■ Exercise prompt:
Only the lines below between the ones containing "At what (x,y)" and "Locate an element", inclusive, are to be reproduced, each exactly as it stands.

■ The data:

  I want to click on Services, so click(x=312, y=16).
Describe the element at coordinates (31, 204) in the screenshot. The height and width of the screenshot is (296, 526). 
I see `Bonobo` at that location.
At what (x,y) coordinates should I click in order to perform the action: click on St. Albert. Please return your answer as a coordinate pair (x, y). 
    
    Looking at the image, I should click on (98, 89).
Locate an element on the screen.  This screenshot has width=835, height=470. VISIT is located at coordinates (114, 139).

* * *

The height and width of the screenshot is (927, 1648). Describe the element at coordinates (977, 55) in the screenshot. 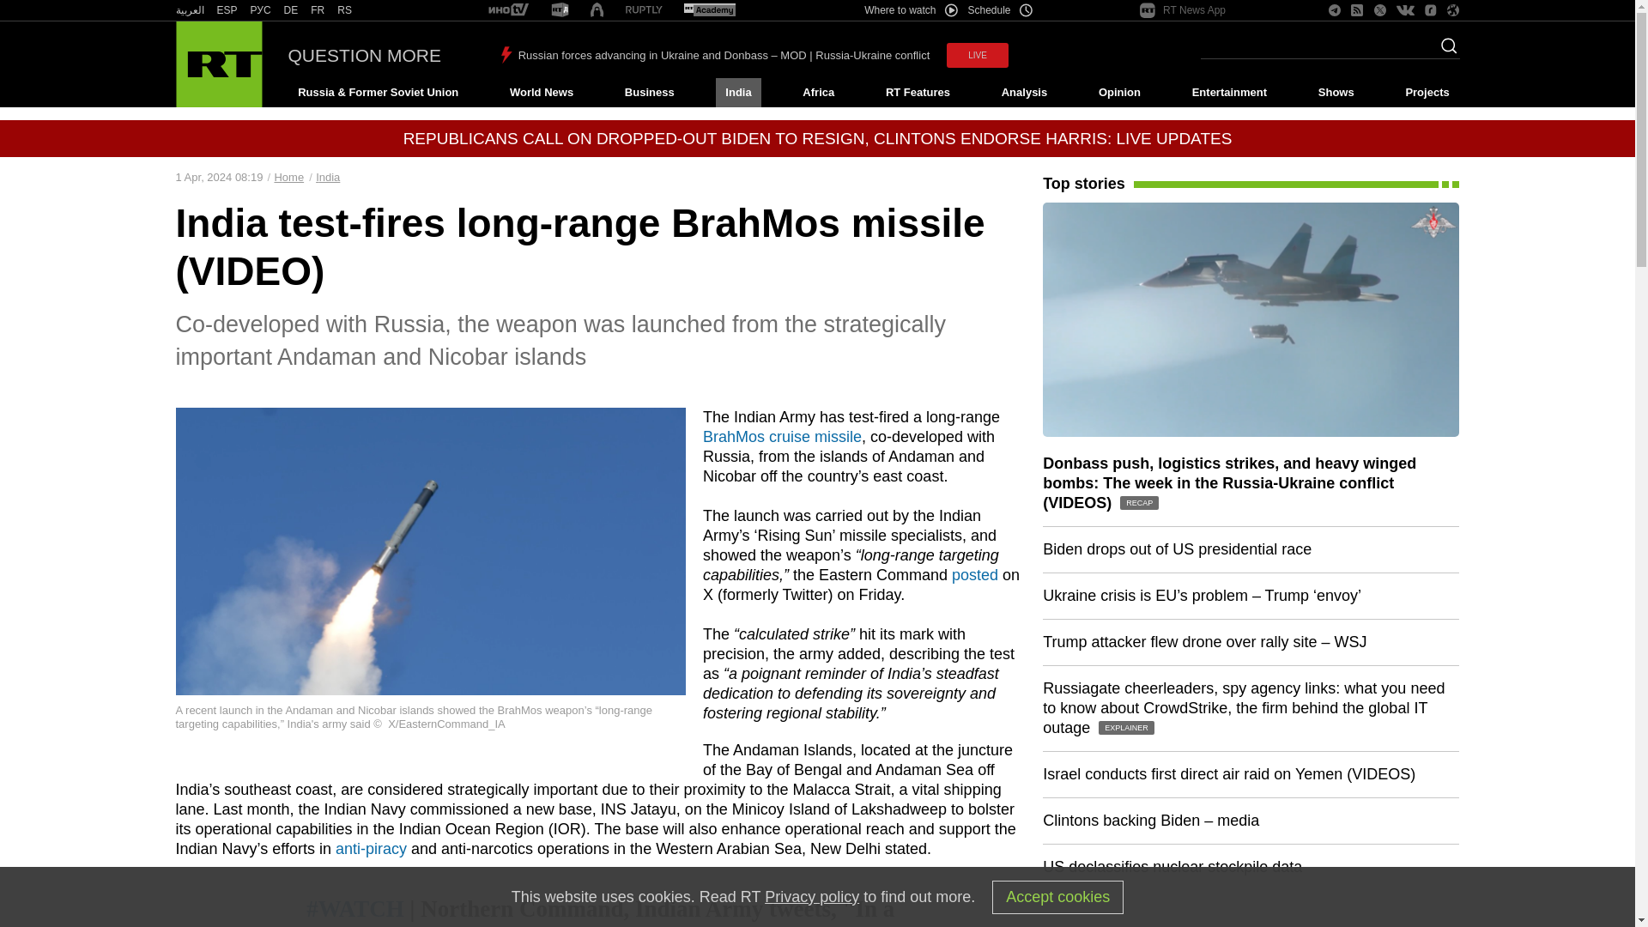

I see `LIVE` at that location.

■ Solution to the exercise:
At what (x,y) coordinates should I click in order to perform the action: click on St. Albert. Please return your answer as a coordinate pair (x, y). 
    
    Looking at the image, I should click on (98, 89).
Locate an element on the screen.  This screenshot has width=835, height=470. VISIT is located at coordinates (114, 139).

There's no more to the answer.